Is your ‘placebo security’ solution keeping you awake at night?
How do you avoid Placebo Security – ineffective measures that just give the appearance of robust security – and ensure the measures in place are tailored for the actual risks and threats faced by your organisation?
The relationship between the security consultant and their client
I think that there is a parallel between a medical professional and a security practitioner. Looking back at a time when I was sitting in front of a neurosurgeon, who was telling me everything he was going to do to save my life, I am struck by how dependent I was on his knowledge, expertise and judgement. I was entirely reliant on him selecting the right course of action (and having steady hands of course!).
I think the analogy works when describing the relationship between a security practitioner and their client, who, like me with my illness, has no real understanding of their requirement and the best way to mitigate it. When I was poorly, I had the comfort provided to me by my family and friends, but what helped me sleep at night was the assurance my neurosurgeon gave me that if I trusted him, everything was going to be ok.
In the same way, a client gets their assurance by trusting their security consultant to provide them with the confidence that their estate, corporate premises, information, or artifacts are safe from harm. Sometimes, when the security consultant hasn’t spent the time to appropriately understand the actual threats and risks the client has (and, of equal importance, the ones they don’t have), it leads to a false sense of security that the client has no understanding of.
I call this ‘placebo security’.
Placebo security
Placebo security refers to measures that are implemented to protect an individual or premises, not because they are effective in protecting against specific threats, but rather because they give the appearance of security based on limited understanding of the actual threats faced by the client.
I don’t think that there are many security professionals actively selling placebo security based purely on profit, but I do think that as an industry, our client-facing consultants and sales people must understand the varied and bespoke threat vectors that organisations or individuals face, in order to effectively protect against evolving risks.

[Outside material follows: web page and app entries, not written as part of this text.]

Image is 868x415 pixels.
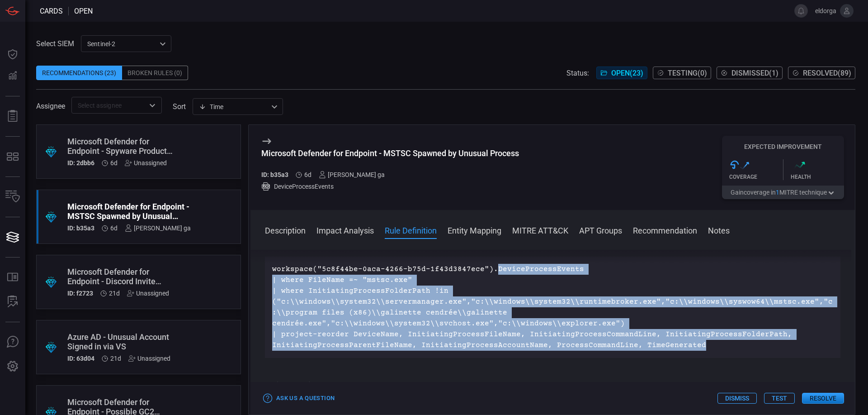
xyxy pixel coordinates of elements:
div: Recommendations (23) [36,66,122,80]
h5: ID: 63d04 [67,355,95,362]
h5: ID: b35a3 [67,224,95,232]
button: Detections [2,66,24,87]
div: Unassigned [125,160,167,166]
button: Reports [2,105,24,127]
button: MITRE ATT&CK [512,224,568,236]
span: Open ( 23 ) [612,68,643,78]
button: Impact Analysis [317,224,374,236]
span: Cards [40,7,63,15]
button: Resolve [803,393,844,404]
h5: ID: f2723 [67,290,93,297]
span: Aug 26, 2025 8:43 AM [305,171,312,179]
div: Unassigned [128,355,171,362]
button: Ask Us a Question [262,391,337,406]
div: Time [199,103,268,111]
span: open [74,7,93,15]
button: Ask Us A Question [2,331,24,353]
span: Aug 26, 2025 8:43 AM [110,224,118,232]
button: Rule Definition [385,224,437,236]
button: Recommendation [634,224,697,236]
button: Dashboard [2,44,24,66]
button: MITRE - Detection Posture [2,146,24,167]
span: 1 [776,189,780,196]
button: Test [765,393,795,404]
span: Dismissed ( 1 ) [731,68,779,78]
div: [PERSON_NAME] ga [319,171,385,179]
span: Testing ( 0 ) [668,68,708,78]
span: Assignee [36,102,65,110]
p: workspace("5c8f44be-0aca-4266-b75d-1f43d3847ece").DeviceProcessEvents | where FileName =~ "mstsc.... [272,264,834,351]
h3: Entity Mapping [265,380,840,390]
label: Select SIEM [36,39,74,48]
div: DeviceProcessEvents [262,182,519,191]
button: Inventory [2,186,24,208]
div: [PERSON_NAME] ga [125,224,191,232]
div: Azure AD - Unusual Account Signed in via VS [67,332,175,351]
button: Open(23) [597,66,648,79]
span: Status: [566,68,589,78]
p: sentinel-2 [87,39,157,48]
button: Open [146,99,158,112]
div: Microsoft Defender for Endpoint - Discord Invite Opened [67,267,175,286]
button: Preferences [2,356,24,378]
label: sort [173,103,186,111]
button: Dismissed(1) [717,66,783,79]
div: Microsoft Defender for Endpoint - Spyware Product Reconnaissance Via WMIC [67,137,175,156]
div: Broken Rules (0) [122,66,188,80]
span: Aug 11, 2025 3:44 PM [110,355,121,362]
button: APT Groups [580,224,622,236]
input: Select assignee [74,100,144,111]
button: Testing(0) [653,66,711,79]
span: eldorga [812,8,837,14]
span: Aug 11, 2025 3:44 PM [109,290,120,297]
button: ALERT ANALYSIS [2,292,24,312]
div: Health [791,174,845,180]
button: Gaincoverage in1MITRE technique [722,185,844,199]
button: Rule Catalog [2,267,24,289]
span: Resolved ( 89 ) [803,68,852,78]
div: Coverage [729,174,784,180]
div: Unassigned [127,290,169,297]
button: Description [265,224,305,236]
div: Microsoft Defender for Endpoint - MSTSC Spawned by Unusual Process [262,148,519,158]
button: Cards [2,226,24,248]
h5: Expected Improvement [722,143,844,150]
button: Resolved(89) [788,66,856,79]
span: Aug 26, 2025 8:43 AM [110,160,118,166]
button: Dismiss [718,393,757,404]
h5: ID: 2dbb6 [67,160,95,166]
button: Entity Mapping [448,224,502,236]
div: Microsoft Defender for Endpoint - MSTSC Spawned by Unusual Process [67,202,191,221]
h5: ID: b35a3 [262,171,288,179]
button: Notes [709,224,730,236]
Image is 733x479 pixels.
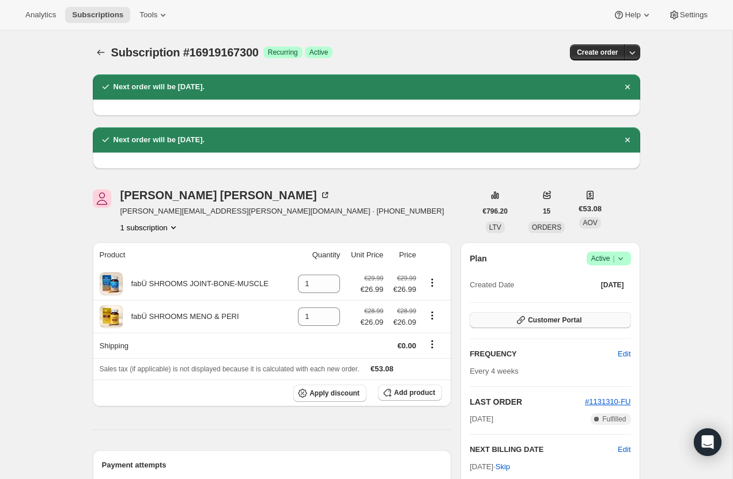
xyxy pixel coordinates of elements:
[577,48,618,57] span: Create order
[120,206,444,217] span: [PERSON_NAME][EMAIL_ADDRESS][PERSON_NAME][DOMAIN_NAME] · [PHONE_NUMBER]
[102,460,443,471] h2: Payment attempts
[528,316,581,325] span: Customer Portal
[293,385,366,402] button: Apply discount
[423,338,441,351] button: Shipping actions
[25,10,56,20] span: Analytics
[496,462,510,473] span: Skip
[619,132,636,148] button: Dismiss notification
[543,207,550,216] span: 15
[114,81,205,93] h2: Next order will be [DATE].
[470,463,510,471] span: [DATE] ·
[489,224,501,232] span: LTV
[625,10,640,20] span: Help
[585,398,631,406] a: #1131310-FU
[470,253,487,264] h2: Plan
[470,349,618,360] h2: FREQUENCY
[268,48,298,57] span: Recurring
[694,429,721,456] div: Open Intercom Messenger
[470,312,630,328] button: Customer Portal
[423,277,441,289] button: Product actions
[476,203,515,220] button: €796.20
[661,7,714,23] button: Settings
[397,308,416,315] small: €28.99
[361,317,384,328] span: €26.09
[594,277,631,293] button: [DATE]
[100,273,123,296] img: product img
[470,396,585,408] h2: LAST ORDER
[364,308,383,315] small: €28.99
[611,345,637,364] button: Edit
[139,10,157,20] span: Tools
[309,389,360,398] span: Apply discount
[133,7,176,23] button: Tools
[489,458,517,477] button: Skip
[601,281,624,290] span: [DATE]
[570,44,625,60] button: Create order
[423,309,441,322] button: Product actions
[290,243,343,268] th: Quantity
[343,243,387,268] th: Unit Price
[532,224,561,232] span: ORDERS
[578,203,602,215] span: €53.08
[606,7,659,23] button: Help
[618,349,630,360] span: Edit
[387,243,419,268] th: Price
[394,388,435,398] span: Add product
[536,203,557,220] button: 15
[18,7,63,23] button: Analytics
[309,48,328,57] span: Active
[364,275,383,282] small: €29.99
[470,279,514,291] span: Created Date
[591,253,626,264] span: Active
[397,275,416,282] small: €29.99
[93,190,111,208] span: Jillian O'Sullivan
[93,44,109,60] button: Subscriptions
[470,414,493,425] span: [DATE]
[100,305,123,328] img: product img
[483,207,508,216] span: €796.20
[470,367,519,376] span: Every 4 weeks
[65,7,130,23] button: Subscriptions
[114,134,205,146] h2: Next order will be [DATE].
[123,311,239,323] div: fabÜ SHROOMS MENO & PERI
[93,243,290,268] th: Product
[612,254,614,263] span: |
[602,415,626,424] span: Fulfilled
[583,219,597,227] span: AOV
[680,10,708,20] span: Settings
[390,317,416,328] span: €26.09
[370,365,394,373] span: €53.08
[390,284,416,296] span: €26.99
[111,46,259,59] span: Subscription #16919167300
[378,385,442,401] button: Add product
[619,79,636,95] button: Dismiss notification
[100,365,360,373] span: Sales tax (if applicable) is not displayed because it is calculated with each new order.
[398,342,417,350] span: €0.00
[72,10,123,20] span: Subscriptions
[361,284,384,296] span: €26.99
[470,444,618,456] h2: NEXT BILLING DATE
[120,190,331,201] div: [PERSON_NAME] [PERSON_NAME]
[123,278,269,290] div: fabÜ SHROOMS JOINT-BONE-MUSCLE
[618,444,630,456] button: Edit
[585,396,631,408] button: #1131310-FU
[120,222,179,233] button: Product actions
[93,333,290,358] th: Shipping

It’s crucial, in my opinion, to move away from recycling old security solutions as a one-size-fits-all approach. Consultants and sales people must stay informed about current threat landscapes and by doing this, they can tailor security measures to address specific vulnerabilities and challenges that are unique to each organisation they support.
The role of the client
Whilst consultants and sales people have a responsibility to maintain currency in their fields and understand emerging trends and threat vectors, clients also have a major role to play in preventing the integration of placebo security measures in their regime.
By asking targeted questions of security professionals during the early/assessment phase of their work, clients can help focus their consultant on threats and vulnerabilities that are specific to their situation. Asking consultants and sales people to identify current weaknesses and gaps in security posture is essential but this must be supplemented by near real- time intelligence on the environment the client is operating in from both a physical and technical perspective, and also with a focus on the inadvertent and deliberate threats from within and outside to their organisation.

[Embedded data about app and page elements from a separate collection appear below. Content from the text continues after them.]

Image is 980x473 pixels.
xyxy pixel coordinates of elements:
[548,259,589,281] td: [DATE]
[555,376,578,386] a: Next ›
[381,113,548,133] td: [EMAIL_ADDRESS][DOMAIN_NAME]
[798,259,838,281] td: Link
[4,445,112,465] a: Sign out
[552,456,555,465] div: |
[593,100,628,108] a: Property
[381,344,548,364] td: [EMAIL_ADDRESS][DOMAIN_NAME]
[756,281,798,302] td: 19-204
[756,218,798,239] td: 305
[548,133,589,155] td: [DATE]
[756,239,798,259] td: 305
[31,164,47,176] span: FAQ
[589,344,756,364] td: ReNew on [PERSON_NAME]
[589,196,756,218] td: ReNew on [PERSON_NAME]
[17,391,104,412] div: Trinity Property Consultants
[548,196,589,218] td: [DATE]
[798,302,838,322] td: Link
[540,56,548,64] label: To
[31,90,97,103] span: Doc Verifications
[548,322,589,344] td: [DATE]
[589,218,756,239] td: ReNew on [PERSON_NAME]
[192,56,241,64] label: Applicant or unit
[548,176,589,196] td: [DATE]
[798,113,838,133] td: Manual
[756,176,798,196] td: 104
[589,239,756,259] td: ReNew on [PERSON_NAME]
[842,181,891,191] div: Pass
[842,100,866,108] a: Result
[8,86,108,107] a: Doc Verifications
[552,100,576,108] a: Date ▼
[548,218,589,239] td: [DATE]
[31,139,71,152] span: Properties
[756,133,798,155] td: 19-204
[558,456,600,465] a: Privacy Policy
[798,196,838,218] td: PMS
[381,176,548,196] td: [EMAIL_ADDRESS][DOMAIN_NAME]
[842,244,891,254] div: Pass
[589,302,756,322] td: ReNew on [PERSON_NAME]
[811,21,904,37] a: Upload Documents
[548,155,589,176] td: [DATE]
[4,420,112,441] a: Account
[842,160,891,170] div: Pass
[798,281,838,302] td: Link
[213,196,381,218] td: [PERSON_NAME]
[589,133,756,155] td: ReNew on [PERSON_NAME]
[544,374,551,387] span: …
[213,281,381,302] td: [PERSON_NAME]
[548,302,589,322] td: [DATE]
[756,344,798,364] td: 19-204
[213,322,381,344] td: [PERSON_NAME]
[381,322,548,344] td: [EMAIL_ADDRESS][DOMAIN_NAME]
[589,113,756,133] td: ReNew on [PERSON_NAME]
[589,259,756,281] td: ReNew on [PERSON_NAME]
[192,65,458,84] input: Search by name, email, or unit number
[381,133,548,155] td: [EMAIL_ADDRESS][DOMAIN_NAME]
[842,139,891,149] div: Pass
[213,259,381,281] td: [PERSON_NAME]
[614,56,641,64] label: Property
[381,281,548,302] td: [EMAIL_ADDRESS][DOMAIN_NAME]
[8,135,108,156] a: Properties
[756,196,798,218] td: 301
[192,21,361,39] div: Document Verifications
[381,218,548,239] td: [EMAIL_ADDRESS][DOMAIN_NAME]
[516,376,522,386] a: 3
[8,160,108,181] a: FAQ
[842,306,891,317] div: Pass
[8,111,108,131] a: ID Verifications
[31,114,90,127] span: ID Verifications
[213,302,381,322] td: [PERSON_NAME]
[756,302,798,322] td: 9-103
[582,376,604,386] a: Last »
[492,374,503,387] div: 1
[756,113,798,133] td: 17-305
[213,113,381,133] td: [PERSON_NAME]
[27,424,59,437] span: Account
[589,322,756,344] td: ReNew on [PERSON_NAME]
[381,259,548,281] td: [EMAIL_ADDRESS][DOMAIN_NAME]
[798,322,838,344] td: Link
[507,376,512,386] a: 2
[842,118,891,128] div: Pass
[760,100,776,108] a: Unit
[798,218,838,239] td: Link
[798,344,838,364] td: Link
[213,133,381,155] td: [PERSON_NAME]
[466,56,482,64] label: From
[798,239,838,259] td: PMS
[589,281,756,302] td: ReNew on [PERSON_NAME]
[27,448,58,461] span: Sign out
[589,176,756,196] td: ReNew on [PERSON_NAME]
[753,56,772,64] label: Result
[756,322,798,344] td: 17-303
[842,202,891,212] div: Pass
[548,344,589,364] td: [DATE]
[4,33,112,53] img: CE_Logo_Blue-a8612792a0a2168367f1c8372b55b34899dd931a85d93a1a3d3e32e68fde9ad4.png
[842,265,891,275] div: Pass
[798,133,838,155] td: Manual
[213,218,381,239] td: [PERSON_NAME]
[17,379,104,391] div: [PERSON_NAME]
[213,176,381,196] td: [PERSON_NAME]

Security professionals must understand what the most sensitive areas they are being asked to protect are; this should be a two-way discussion between the security professional and client, and if the client doesn’t know, the security professional must undertake a journey of discovery with the client to find out, instead of arbitrarily assuming that the threat must require a major overhaul of the physical or technical security posture with expensive installations that in many cases, in the absence of threat intelligence, don’t mitigate the actual threat.
When I sat down with my neurosurgeon, if he’d had told me to swim the length of the Thames to get better, I’d have done it, and I think that consultants and sales people in the security industry often wield the same influence.
Placebo security severely disadvantages the client because it creates a false sense of security. The client may sleep at night believing they have adequate protection, when the security measures and practices they have in place do not effectively mitigate risk.
Clients should opt for a bespoke intelligence-led security solution because it offers personalised protection based on the client’s specific needs and threat landscape. By leveraging intelligence to inform security measures, security consultants and sales people can proactively identify and mitigate risks unique to the client, enhancing their overall security posture.
A tailored approach to the implementation of security measures enables better threat prevention and detection and overall defence against both inadvertent and sophisticated deliberate threats. There is a place for the implementation of basic and complex physical and technical security solutions, but it should be based on the client’s actual requirement and not recycled security solutions.
Placebo security might help us sleep at night, but it doesn’t keep our people, information, facilities or assets safe when we really need it to.